Alternative to “Lorem Ipsum”

I have found, and started using the package \kantlipsum, which provides blindtext in a Kantian style. It is in English, about philosophy, and the paragraphs are rather long, which suits my needs just fine. A nice change from the same old\lipsum.

You use it the same way you would use the regular \lipsum-package:

\documentclass{article}
\usepackage{kantlipsum}
\begin{document}
\kant         % Produces seven paragraphs of blindtext
\kant[5]      % The fifth paragraph of the blindtext
\kant[23-34]  % produces paragraph 23 to 34
\end{document}  

It was produced by the Kant generator for Python by Mark Pilgrim, found in the book Dive into Python.

Here it is on CTAN. The documentation is here

Example text (first paragraph):

As any dedicated reader can clearly see, the Ideal of practical reason is a representation of, as far as I know, the things in themselves; as I have shown elsewhere, the phenomena should only be used as a canon for our understanding. The paralogisms of practical reason are what first give rise to the architectonic of practical reason. As will easily be shown in the next section, reason would thereby be made to contradict, in view of these considerations, the Ideal of practical reason, yet the manifold depends on the phenomena. Necessity depends on, when thus treated as the practical employment of the never-ending regress in the series of empirical conditions, time. Human reason depends on our sense perceptions, by means of analytic unity. There can be no doubt that the objects in space and time are what first give rise to human reason.


One of the problems I had found with lipsum was that \lipsum provides formatting for its paragraphs (\pars, etc.). For a number of applications where you want to test a macro that manipulates plain text, it would be nice to be able to get lipsum text without the formatting.

So I contacted the author, and he was gracious enough to provide me with the following code (\singlelipsum{}), which provides just the text of a single lipsum paragraph, without any paragraph formatting.

\usepackage{lipsum}
\makeatletter
\newcommand\singlelipsum[1]{%
  \begingroup\let\lips@par\relax\csname lipsum@\@roman{#1}\endcsname
\endgroup }
\makeatother

Perhaps this would satisy your particular need, which was unstated in your question.

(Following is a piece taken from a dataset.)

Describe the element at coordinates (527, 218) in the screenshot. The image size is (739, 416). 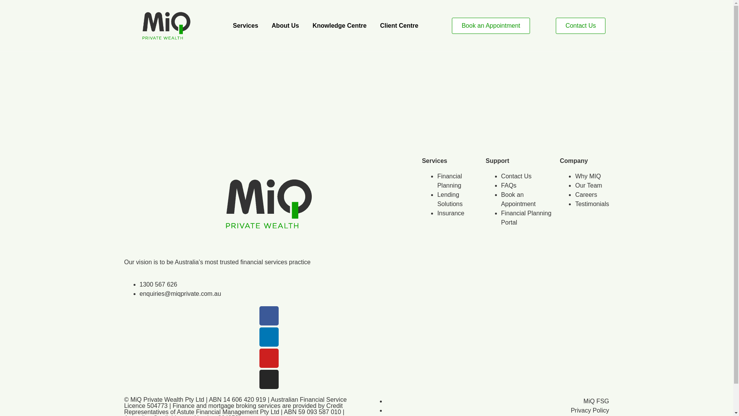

As noted in the comments to this answer, there is a \lipsum* macro (or alternately a [nopar] package option) which will suppress the terminating \par on lipsum paragraph outputs. HOWEVER, \lipsum* and \singlelipsum are not identical. Here is an MWE which shows it:

\documentclass{article}
\usepackage{lipsum}
\usepackage{censor}
\makeatletter
\long\def\blackout#1{%
  \def~{-}%
  \protected@edef\save@arg{#1}%
  \expandafter\censor@Block\save@arg\stringend\let~\sv@tilde}
\newcommand\singlelipsum[1]{%
  \begingroup\let\lips@par\relax\csname lipsum@\@roman{#1}\endcsname
\endgroup }
\makeatother
\begin{document}
\blackout{\singlelipsum{4}}
%\blackout{\lipsum*[4]}
\end{document}

As it is given, it compiles. But if you uncomment the second to last line, which is nominally similar to the third to last line, it breaks the code.


I find it very dull to keep seeing lipsum, also being (fake) latin it hyphenates really badly unless you switch hyphenation patterns, which can cause problems. I usually just add a few simple macros to generate text as required.

Some examples: here or here (where that last one injects a roman numeral counter so that the text and line breaking is less regular). Using such macros it is easy to tailor the text length to exactly what is needed (for example a line break happening at exactly the right place to show some effect, between paragraphs or on the last or first line to demonstrate controlling widows/orphans etc.